In fact… let’s make it a Ransom!

If nine new users register to my blog and comment below I’ll post a new one every week, starting with the Adept and ending with the Vigilante. Double that number of new users/commenters to 18 and I’ll throw in the concept artwork done by Jon Morris.

EDIT (2/4/10): Nine new users, nice! I’ll post the Adept on Friday and continue every Friday until we cover all nine concepts.

Jan
05

Posted by Jared Sorensen at 5:19 pm

You may be wondering about the status of Darkpages. Well, for the time being it’s shelved. I have most of the art done (and while busy, Jon always finds time to send me a new inked piece  now and then) but the real problem is my lack of drive. For a game that was supposed to come out in June, 2006… well, it’s taken a bit longer, hasn’t it? That’s the nature of the beast.

I want to finish it but for the time being it’s not looking good. I have upwards of 24 drafts of the game document and it’s not anywhere it needs to be.

The ashcan I released at GenCon was cute and fun to do and it’s nice to have people say pleasant things about it, but it’s not even close to what I want for the finished game.

I suspect I’ll plug away at it now and then. But here’s the thing about writing a game where the bad guys win: it’s kinda depressing.

Mar
26
Posted by Jared Sorensen at 1:09 am

The shop bears an inscription above the doorway:

Deus ex machina. God from the machine.

In this case, la machina… a very expensive, very shiny espresso maker. God, one would assume, would be coffee.

“How long you been awake?” he asks me, hands jitterbugging along the paper on the table.

I brush the question aside and call for another plate of french toast.

He says he’s been awake for four days straight. He sees things in his dreams, so he prefers not to dream anymore. I tell him this isn’t healthy. He looks at me as if to say, “Duh.”

Me? I feel a bit worn, a bit frayed at times but he’s unraveling before my eyes. I can see the red veins around his iris, the tremor in his upper lip, his fingers, his tense body posture. I ask this guy if he’s using and he says, “No… no, no drugs. Just the bean.”

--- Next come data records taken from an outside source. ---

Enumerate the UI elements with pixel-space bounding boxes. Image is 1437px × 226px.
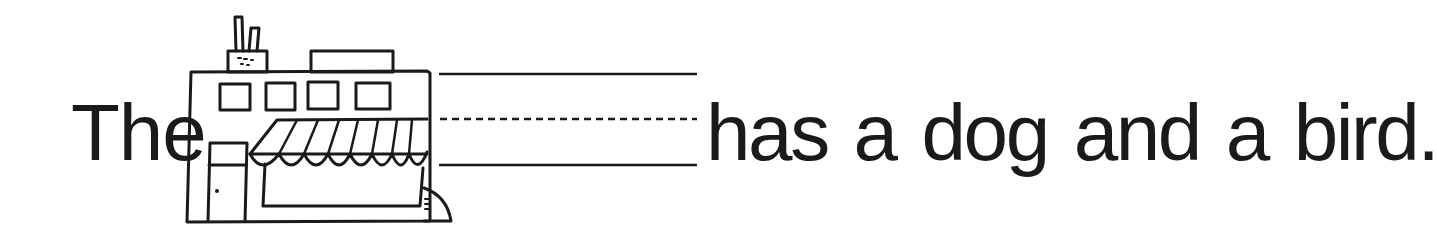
sentence-end-text: has a dog and a bird. — [706, 93, 1437, 173]
door-knob-icon — [215, 189, 219, 193]
writing-lines[interactable] — [438, 60, 700, 180]
store-building-icon — [180, 10, 460, 226]
chimney-pipe-icon — [235, 17, 243, 51]
chimney-pipe-icon — [249, 28, 259, 51]
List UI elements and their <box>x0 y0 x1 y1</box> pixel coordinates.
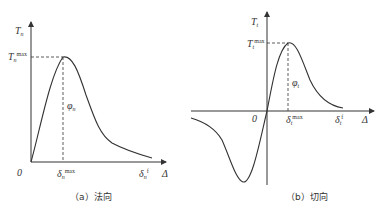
svg-text:Tn: Tn <box>15 25 24 37</box>
panel-b-tangential: Tt Ttmax φt 0 δtmax δtf Δ （b）切向 <box>191 12 374 202</box>
panel-a-normal: Tn Tnmax φn 0 δnmax δnf Δ （a）法向 <box>8 22 168 202</box>
caption-a: （a）法向 <box>70 191 112 202</box>
svg-text:δtf: δtf <box>335 114 343 126</box>
svg-text:φt: φt <box>292 77 300 89</box>
traction-curve <box>31 57 152 162</box>
svg-text:δtmax: δtmax <box>286 114 303 126</box>
svg-text:Tnmax: Tnmax <box>8 51 27 63</box>
caption-b: （b）切向 <box>286 191 328 202</box>
svg-text:0: 0 <box>17 167 22 178</box>
svg-text:Δ: Δ <box>161 168 168 179</box>
svg-text:Δ: Δ <box>361 114 368 125</box>
svg-text:δnmax: δnmax <box>57 168 75 180</box>
svg-text:Ttmax: Ttmax <box>247 38 265 50</box>
traction-separation-diagram: Tn Tnmax φn 0 δnmax δnf Δ （a）法向 Tt Ttmax… <box>0 0 382 210</box>
svg-text:δnf: δnf <box>139 168 149 180</box>
svg-text:0: 0 <box>252 113 257 124</box>
svg-text:φn: φn <box>67 100 76 112</box>
svg-text:Tt: Tt <box>251 16 259 28</box>
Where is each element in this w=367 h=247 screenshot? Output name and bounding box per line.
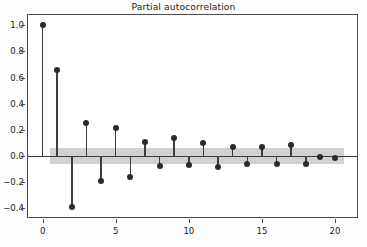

Two vampires on skates roll in. I ignore them as best I can.

“So, bad dreams. Yeah.”

He orders another demitasse of espresso. Dark, rich. A shot of artificial adrenaline. I dive into my french toast and ponder the inevitable follow-up.

“You’re the only one who doesn’t?” he asks me and I say yes around a mouthful of lost bread, butter and faux-maple syrup. The kind that comes in little plastic pods with the peel-off lid and the diabetes-inducing contents.

“Millar’s on the East Coast, so’s the Roach, I hear. I don’t talk to either of them much, though I know they’ve tangled in this recent past. The others? No idea where they are. But yeah, I’m the one who got the permanent No-Doze.”

He looks forlorn. I toss him my ace card, to keep him interested. “Of course, there’s rumors of a second round of test subjects.”

He looks up from his coffee, thick with Splenda.

“Mister Rote. I’d… I’m really in a bad way here. If you can just give me a name, a lead… anything!”

I write down a phone number on corner of the paper tablecloth and tear it off.

“You call this guy. You ask him about the Dark.” I hand it to him.

“The dark?”

I pull the paper away, catch his eyes and fix them with my own. “Capital D. Man means business. Don’t go during the nighttime.”

The guy takes the paper and stuffs it into a wallet full of newspaper clippings and business cards and receipts but not much else.

“What happens at night?”

I shake my head, hoping he’d have at least enough to cover the tip. ”That’s when he sleeps.”

At least he paid in advance, I think to myself.

The vampires were giggling at something on their cell phones when I left. Something funny. Funny to vampires.